Originally Posted Tuesday, February 18, 2014
Illness is now combined with physical ailments. From sitting and lying about so much, my sciatica has returned. To stand is agony. To cough while standing is something beyond that. I am decrepit and withdrawn. And now add something else. Yesterday I ran across a story about Balthus' Polaroids. There was a showing in New York at the Gagosian Gallery (link). The gallery made a YouTube video of the installation (link). Vanity Fair had an article about it (link). And somehow I missed it all. Why? Why didn't anybody tell me? There is a two volume book published of the photographs that I am trying (so far unsuccessfully) to get (link). I have a few leads, but they are dubious at best. Somebody out there help me! Balthus is probably the most controversial artist of the 20th Century. Germany banned the exhibit, a sort of national pride, I'd guess, as moral exemplars of the Western World. Paintings are one thing. Polaroids are another. Balthus entered into a treacherous realm when he picked up a camera. A camera is a dangerous thing. It has been since its invention. It has been called the devil's machine. It takes sweet family vacation pictures and Kodak moments, and then, in a seductive, hypnotic instant. . . it turns provocative. And there is no changing the Polaroid. You can't manipulate the image afterwards without being obvious. A Polaroid just is. Or was. Damn them for taking away such a beautiful tool. Perhaps they were stricken, however, by a powerful moral conscience.
In any case, I need your help. If you can hook me up with a book, let me know. I will give you a print of the Balthus-inspired image above. Estimated worth--five-hundred dollars. Trust me, it's true.
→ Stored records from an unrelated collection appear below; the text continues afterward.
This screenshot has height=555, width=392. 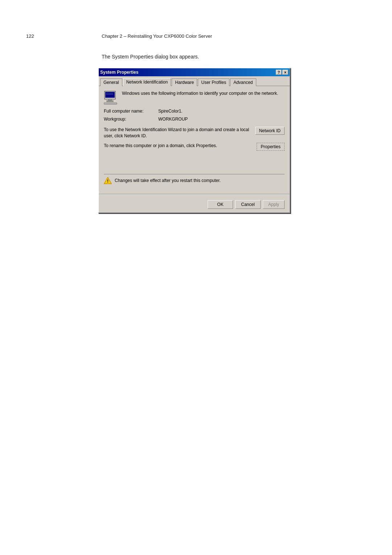 I want to click on dialog-title: System Properties, so click(x=119, y=72).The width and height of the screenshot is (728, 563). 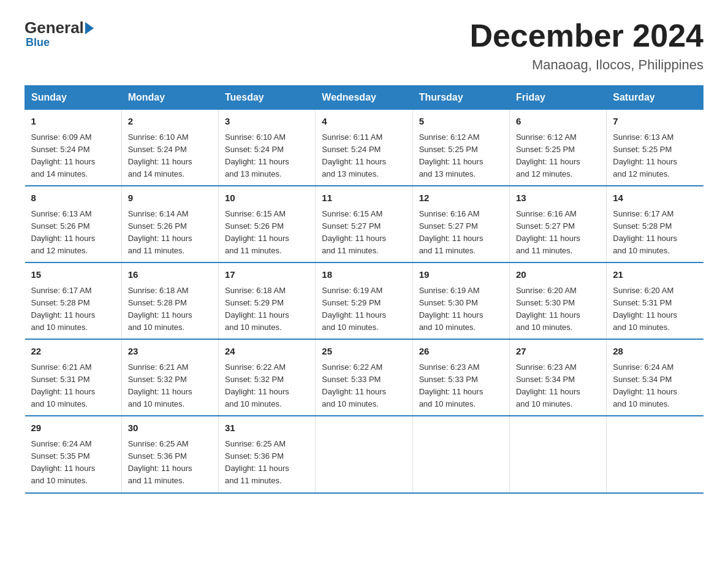 I want to click on calendar-cell: 19Sunrise: 6:19 AMSunset: 5:30 PMDayligh…, so click(x=461, y=301).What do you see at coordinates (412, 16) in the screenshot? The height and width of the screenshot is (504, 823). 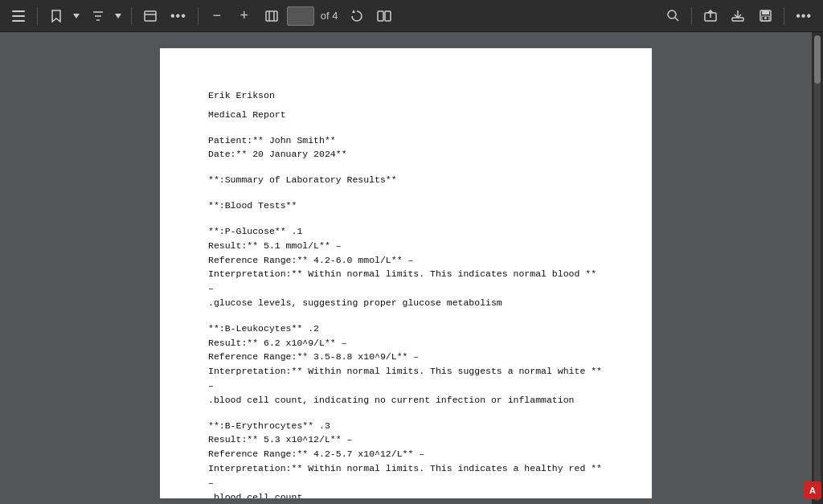 I see `toolbar: ••• − + 1 of 4` at bounding box center [412, 16].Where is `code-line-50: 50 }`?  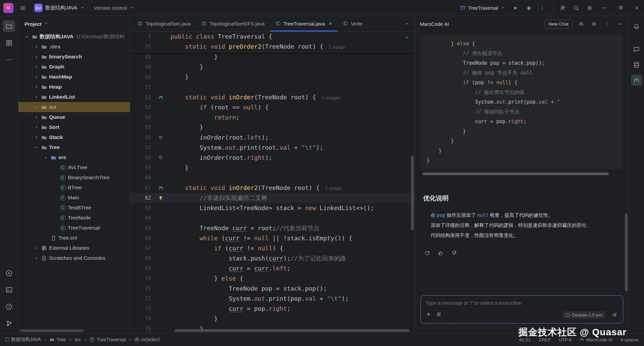 code-line-50: 50 } is located at coordinates (273, 77).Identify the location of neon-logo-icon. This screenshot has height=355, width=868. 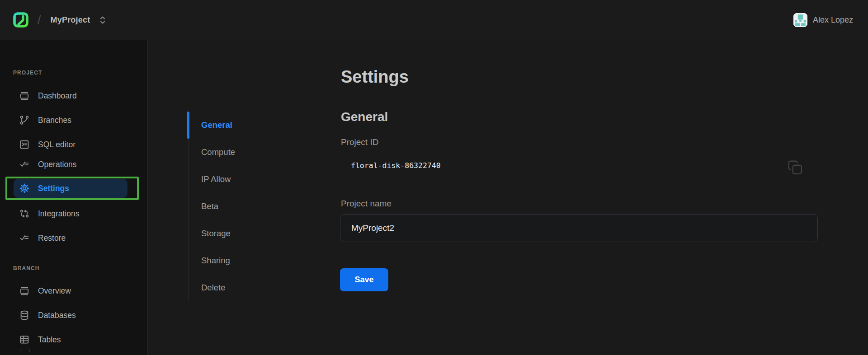
(21, 20). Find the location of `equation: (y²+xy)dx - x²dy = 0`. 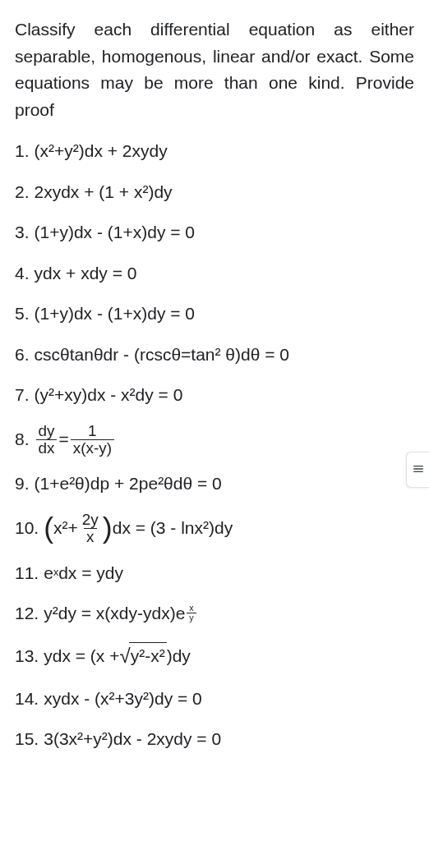

equation: (y²+xy)dx - x²dy = 0 is located at coordinates (108, 395).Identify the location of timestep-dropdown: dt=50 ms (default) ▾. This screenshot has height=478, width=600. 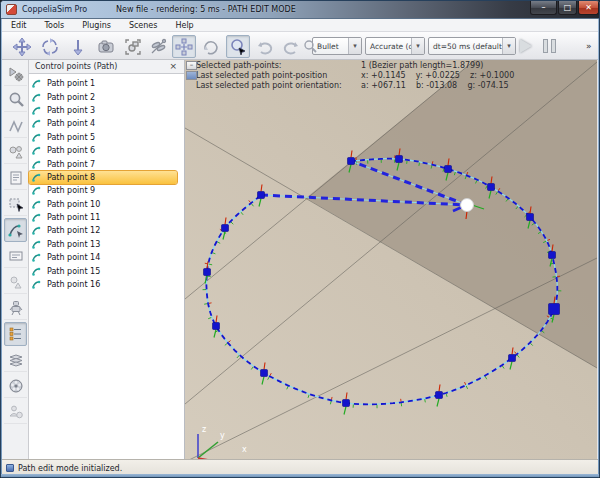
(472, 46).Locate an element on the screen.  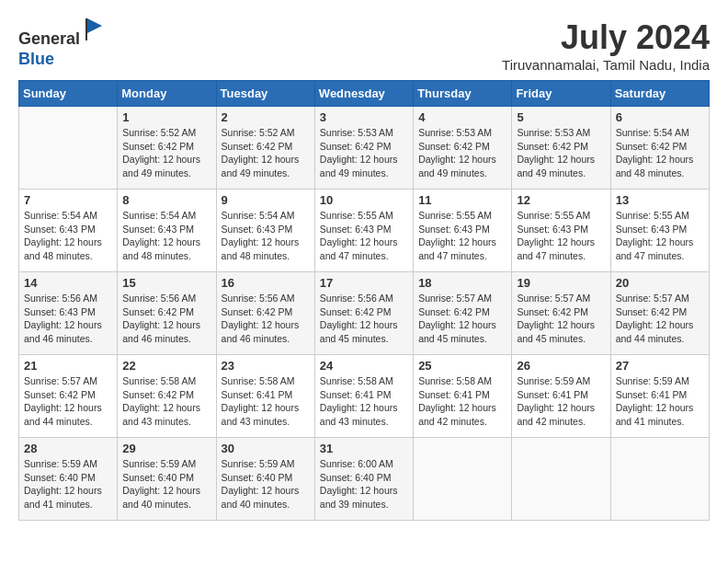
day-number: 1 is located at coordinates (166, 118).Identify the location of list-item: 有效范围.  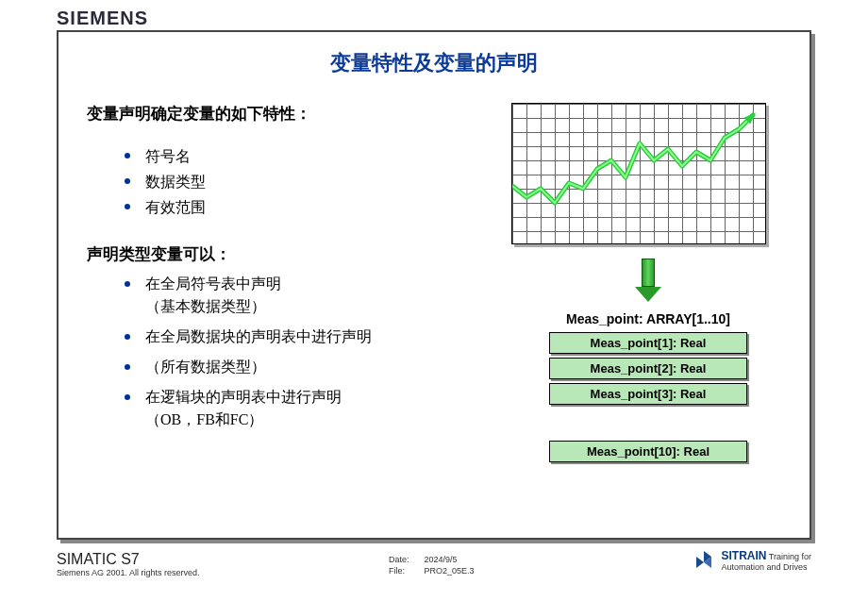
(304, 208).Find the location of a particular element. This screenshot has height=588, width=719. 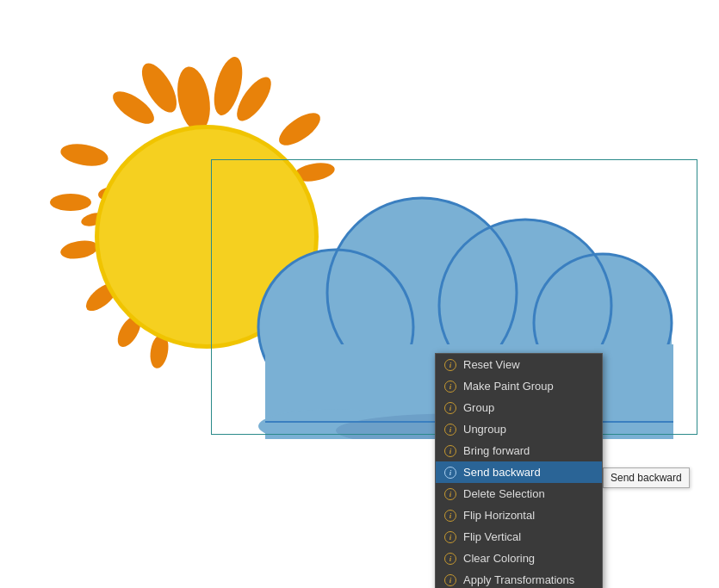

menu-item-send-backward: iSend backward is located at coordinates (518, 472).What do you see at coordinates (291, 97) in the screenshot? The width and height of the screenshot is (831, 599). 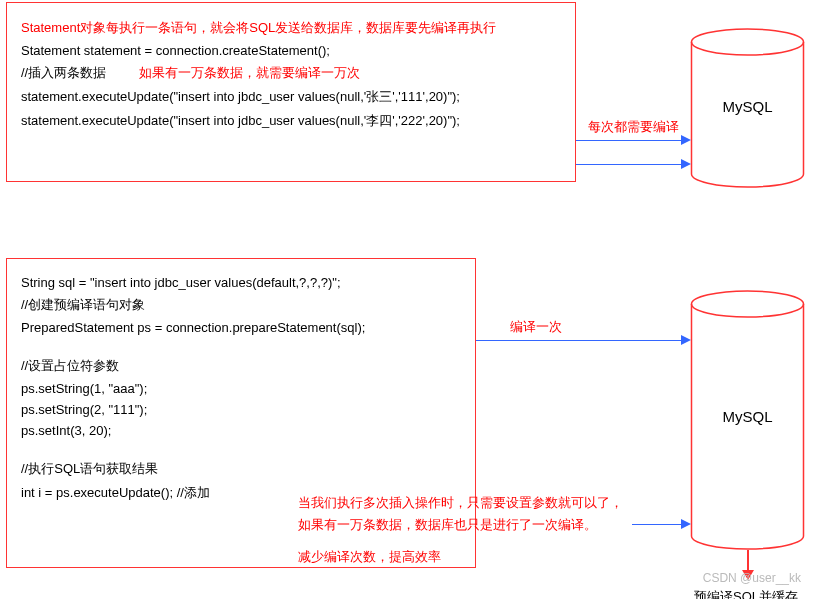 I see `box1-line3: statement.executeUpdate("insert into jbd…` at bounding box center [291, 97].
This morning, I was inspired by this (link). For a number of reasons. Nella Larsen (Swedish?) was a model, actress, and author who partied with the artistic elite of the 1920s. I can't say more without reading the book, but my imagination is already running wild which is where I love for it to run. And I need that now here in the middle of my miseries. I am home from the factory one more day. I will be off the couch and beginning to move, starting my recovery. I will shower for the first time in three days. I will sit outside and get some sunlight. And I will think of Nella and the twenties, that magical era that only the fifties, the other decade after The War, begins to approach in any way at all.
So I go to recover health remembering Dylan's prophetic line, "You can always come back/ But you can't come back all the way."